There is a 19-year-old black man in Illinois who has no idea of the role he is playing in this election.

He is sure he is going to vote for Donald J. Trump.

And he has been held up as proof by conservatives — including outlets like Breitbart News and The New York Post — that Mr. Trump is excelling among black voters. He has even played a modest role in shifting entire polling aggregates, like the Real Clear Politics average, toward Mr. Trump.

As usual, Andrew Gelman suggests that the solution to this problem is a technique he calls “Mr. P” (multilevel regression and post-stratification). I wanted to comment on some practical tradeoffs among common methods. Maybe these are useful notes, which can be read alongside another nice piece by Nate Cohn on how different adjustment methods can yield very different polling results.

Post-stratification

Complete post-stratification is when you compute the mean outcome (e.g., support for Clinton) for each stratum of people, such as 18-24-year-old black men, defined by the covariates X. Then you combine these weighting by the size of each group in the population of interest. This really only works when you have a lot of data compared with the number of strata — and the number of strata grows very fast in the number of covariates you want to adjust for.

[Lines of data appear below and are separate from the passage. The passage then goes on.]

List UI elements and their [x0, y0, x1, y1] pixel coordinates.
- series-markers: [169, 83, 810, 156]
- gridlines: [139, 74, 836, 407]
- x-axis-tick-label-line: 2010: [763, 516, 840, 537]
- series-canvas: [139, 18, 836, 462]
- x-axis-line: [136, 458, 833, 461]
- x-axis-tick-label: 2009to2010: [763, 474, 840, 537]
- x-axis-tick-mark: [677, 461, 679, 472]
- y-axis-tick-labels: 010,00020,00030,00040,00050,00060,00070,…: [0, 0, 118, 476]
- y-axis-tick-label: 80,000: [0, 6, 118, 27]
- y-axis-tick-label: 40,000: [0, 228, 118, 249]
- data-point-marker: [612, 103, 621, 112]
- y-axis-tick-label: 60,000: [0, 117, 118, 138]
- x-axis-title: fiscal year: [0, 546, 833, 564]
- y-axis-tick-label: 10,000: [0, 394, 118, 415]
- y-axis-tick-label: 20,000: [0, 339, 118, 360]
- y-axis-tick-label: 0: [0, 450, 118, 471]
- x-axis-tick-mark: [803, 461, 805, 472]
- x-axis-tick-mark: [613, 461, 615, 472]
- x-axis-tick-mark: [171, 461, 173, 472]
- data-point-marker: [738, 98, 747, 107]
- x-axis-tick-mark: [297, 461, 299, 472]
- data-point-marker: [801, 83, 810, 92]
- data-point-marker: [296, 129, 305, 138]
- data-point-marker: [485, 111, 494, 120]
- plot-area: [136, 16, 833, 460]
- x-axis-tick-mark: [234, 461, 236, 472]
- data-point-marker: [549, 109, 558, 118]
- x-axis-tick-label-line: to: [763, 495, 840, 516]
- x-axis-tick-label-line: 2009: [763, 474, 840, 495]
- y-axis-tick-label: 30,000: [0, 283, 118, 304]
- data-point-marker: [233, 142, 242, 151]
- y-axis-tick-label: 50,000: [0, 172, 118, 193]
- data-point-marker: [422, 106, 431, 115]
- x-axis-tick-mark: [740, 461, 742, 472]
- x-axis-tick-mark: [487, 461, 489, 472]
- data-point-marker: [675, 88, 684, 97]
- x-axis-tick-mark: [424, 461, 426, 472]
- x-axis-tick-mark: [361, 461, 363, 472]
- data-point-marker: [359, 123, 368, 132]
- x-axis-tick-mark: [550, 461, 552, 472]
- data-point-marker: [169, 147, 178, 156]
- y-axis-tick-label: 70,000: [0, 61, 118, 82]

Modeling sample inclusion and weighting

When people talk about survey weighting, often what they mean is weighting by inverse of the estimated probability of inclusion in the sample. You model selection into the survey S using, e.g., logistic regression on the covariates X and some interactions. This can be done with regularization (i.e., priors, shrinkage) since many of the terms in the model might be estimated with very few observations. Especially without enough regularization, this can result in very large weights when you don’t have enough of some particular type in your sample.

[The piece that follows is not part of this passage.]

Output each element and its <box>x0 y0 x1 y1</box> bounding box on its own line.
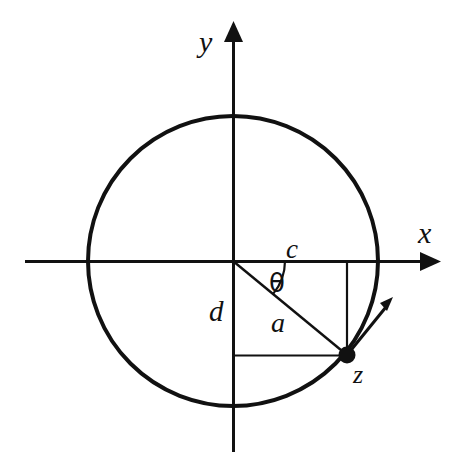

Modeling the outcome and integrating

You fit a model predicting the response (e.g., support for Clinton) Y with the covariates X. You regularize this model in some way so that the estimate for each person is going to “borrow strength” from other people with similar Xs. So now you have a fitted responses Yhat for each unique X. To get an estimate for a particular population of interest, integrate out over the distribution of X in that population. Gelman’s preferred version “Mr. P” uses a multilevel (aka hierarchical Bayes, random effects) model for the outcome, but other regularization methods may often be appealing.

This is nice because there can be some substantial efficiency gains (i.e. more precision) by making use of the outcome information. But there are also some practical issues. First, you need a model for each outcome in your analysis, rather than just having weights you could use for all outcomes and all recodings of outcomes. Second, the implicit weights that this process puts on each observation can vary from outcome to outcome — or even for different codings (i.e. a dichotomization of answers on a numeric scale) of the same outcome. In a reply to his post, Gelman notes that you would need a different model for each outcome, but that some joint model for all outcomes would be ideal. Of course, the latter joint modeling approach, while appealing in some ways (many statisticians love having one model that subsumes everything…) means that adding a new outcome to analysis would change all prior results.

 

Side note: Other methods, not described here, also work towards the aim of matching characteristics of the population distribution (e.g., iterative proportional fitting / raking). They strike me as overly specialized and not easy to adapt and extend.